Chile and the Right to Live in a Violence-Free Environment

Safety is also a right.

By Andres Kogan Valderrama

HAVANA TIMES – If there’s one specific issue that has been historically used by more conservative groups, both in Chile and in other countries in the region, to get closer to the population and gain visibility in mass media, it’s the lack of security that these people live with every day.

While Latin America and the Carribean having the highest crime rates in the world – with Chile in the 34th place, out of a list of 142 countries (1) – isn’t news for anyone that has studied the subject, the instrumental use conservative groups have made of this phenomenon, has not only worsened people’s understanding, but the punitive measures they’ve established as a solution haven’t had any real impact either.

In fact, it’s been the exact opposite, the war against crime, drug-trafficking and organized crime, has been a complete failure in Chile and the entire region, precisely because it is being treated as a war, and not as the consequence of a society that is seriously fragmented, putting Latin America and the Caribbean up at the top of regions with the greatest inequality on the planet (2).

What I’m trying to say with this is that you can’t do anything about insecurity, without understanding once and for all, that it is a structural problem in the region, and that nothing will ever be resolved with more jail population, that stems from more police, harsher laws for criminals and greater access to arms for civil society to defend itself.

Failure to understand this will only accentuate the failure of this already failed security model that has already been allocated millions of dollars, covering up national security backdrop of militarized States seeing criminals as enemies of the state that need to be persecuted and sent to jail.

Thus, it should come as no surprise that the 1980 Chilean Constitution always associates security with public order, because it isn’t trying to promote safer environments for citizens in their neighborhoods, but to give the State the tools it needs to repress any kind of movement that goes against their interests of an extreme economic model imposed by the dictatorship, and made worse under a democracy.

Meanwhile, conservative groups pushing for the Chilean people’s rejection of the new draft Constitution, point out that it doesn’t say anything abour crime, as they see it as a one dimensional issue, as if it were only a matter of fighting an enemy of the state, and not people’s safety, which proves that they are only really concerned about upholding the status quo of neoliberal Chile.

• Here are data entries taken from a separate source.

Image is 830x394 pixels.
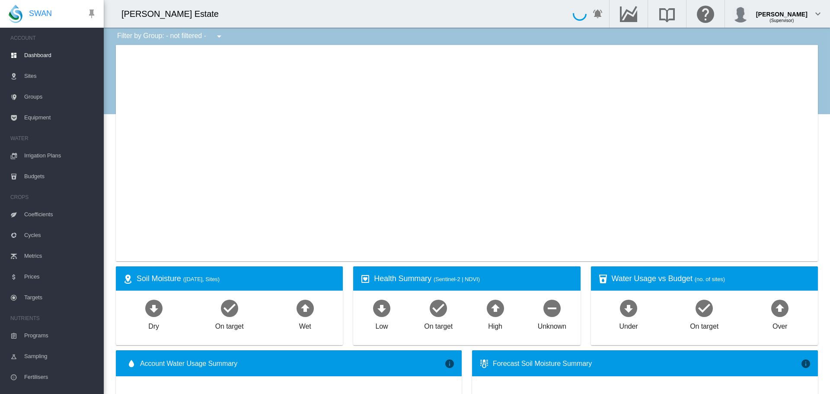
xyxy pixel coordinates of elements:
span: ([DATE], Sites) [183,276,220,282]
md-icon: icon-arrow-down-bold-circle [143,297,164,318]
div: Health Summary [374,273,573,284]
span: Equipment [24,107,97,128]
div: Wet [299,318,311,331]
div: Water Usage vs Budget [612,273,811,284]
span: Dashboard [24,45,97,66]
span: Metrics [24,245,97,266]
md-icon: icon-checkbox-marked-circle [219,297,240,318]
span: Account Water Usage Summary [140,359,444,368]
md-icon: icon-arrow-down-bold-circle [618,297,639,318]
img: profile.jpg [732,5,749,22]
span: Sites [24,66,97,86]
span: NUTRIENTS [10,311,97,325]
div: On target [690,318,718,331]
img: SWAN-Landscape-Logo-Colour-drop.png [9,5,22,23]
div: High [488,318,502,331]
md-icon: Search the knowledge base [657,9,677,19]
md-icon: icon-arrow-up-bold-circle [485,297,506,318]
span: WATER [10,131,97,145]
div: Forecast Soil Moisture Summary [493,359,800,368]
md-icon: icon-cup-water [598,274,608,284]
md-icon: icon-arrow-down-bold-circle [371,297,392,318]
md-icon: Go to the Data Hub [618,9,639,19]
div: On target [215,318,244,331]
button: icon-menu-down [210,28,228,45]
div: Unknown [538,318,566,331]
div: Filter by Group: - not filtered - [111,28,230,45]
md-icon: icon-information [444,358,455,369]
span: Groups [24,86,97,107]
div: Soil Moisture [137,273,336,284]
div: Low [375,318,388,331]
md-icon: icon-map-marker-radius [123,274,133,284]
md-icon: icon-minus-circle [542,297,562,318]
md-icon: icon-checkbox-marked-circle [428,297,449,318]
div: On target [424,318,453,331]
span: Programs [24,325,97,346]
span: Coefficients [24,204,97,225]
md-icon: icon-thermometer-lines [479,358,489,369]
span: (Sentinel-2 | NDVI) [433,276,480,282]
div: [PERSON_NAME] Estate [121,8,226,20]
span: SWAN [29,8,52,19]
span: Fertilisers [24,366,97,387]
md-icon: icon-pin [86,9,97,19]
md-icon: icon-bell-ring [593,9,603,19]
span: CROPS [10,190,97,204]
div: Dry [148,318,159,331]
md-icon: icon-water [126,358,137,369]
md-icon: icon-arrow-up-bold-circle [769,297,790,318]
div: Under [619,318,638,331]
span: (Supervisor) [769,18,794,23]
span: ACCOUNT [10,31,97,45]
span: Prices [24,266,97,287]
span: (no. of sites) [695,276,725,282]
md-icon: icon-arrow-up-bold-circle [295,297,316,318]
md-icon: icon-chevron-down [813,9,823,19]
md-icon: icon-heart-box-outline [360,274,370,284]
md-icon: Click here for help [695,9,716,19]
div: Over [772,318,787,331]
md-icon: icon-information [800,358,811,369]
span: Irrigation Plans [24,145,97,166]
button: icon-bell-ring [589,5,606,22]
div: [PERSON_NAME] [756,6,807,15]
span: Budgets [24,166,97,187]
span: Cycles [24,225,97,245]
span: Sampling [24,346,97,366]
span: Targets [24,287,97,308]
md-icon: icon-checkbox-marked-circle [694,297,714,318]
md-icon: icon-menu-down [214,31,224,41]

This is why conservative sectors are shocked when the new constitution proproses to demilitarize the police, as they want institutions like Chile’s cops to continue to act independently, without transparency and anti-democratically, not at the service of communities, citizens and subordinated to civil power, like they should have always been.

To address this, the new draft Constitution focuses on people’s safety and not on the war against a particular group, unlike the dictatorship’s Constitution that still governs us today. There is a specific law in the document about people’s right to live in safe and violence-free environments, in every form.

In other words, they are looking to reduce violence in different areas, from violence against women, against LGBTIQ groups, against children and teenagers, and any victim who suffers a violation of their rights or individual freedom, going much further than illegal activity as such.

It obviously keeps in the following about crime: “actions of prevention, persecution, and sanction of crimes, as well as social reintegration of convicted persons, will be developed by public institutions as stipulated by this Constitution and the law, in a coordinated effort and with unlimited respect for human rights (3).”

As a result, it’s a comprehensive document, focusing on people’s safety, but always respecting basic rights, not giving a rise to any kind of penal populism, which is supported by a National Policy of Public Security, which also forms part of the draft Constitution, which will allow them to plan different policies and programs more seriously, responsibly, professionally or with proof, going beyond governments of the hour.

In summary, this new Constitution also deals with and explicitly takes on an issue that has been used in presidential campaigns and politically dominated by Chile’s most conservative sectors, like security, but this time they are doing it from a systemic point of view, without falling into warlike discourse, that has only perpetuated the problem.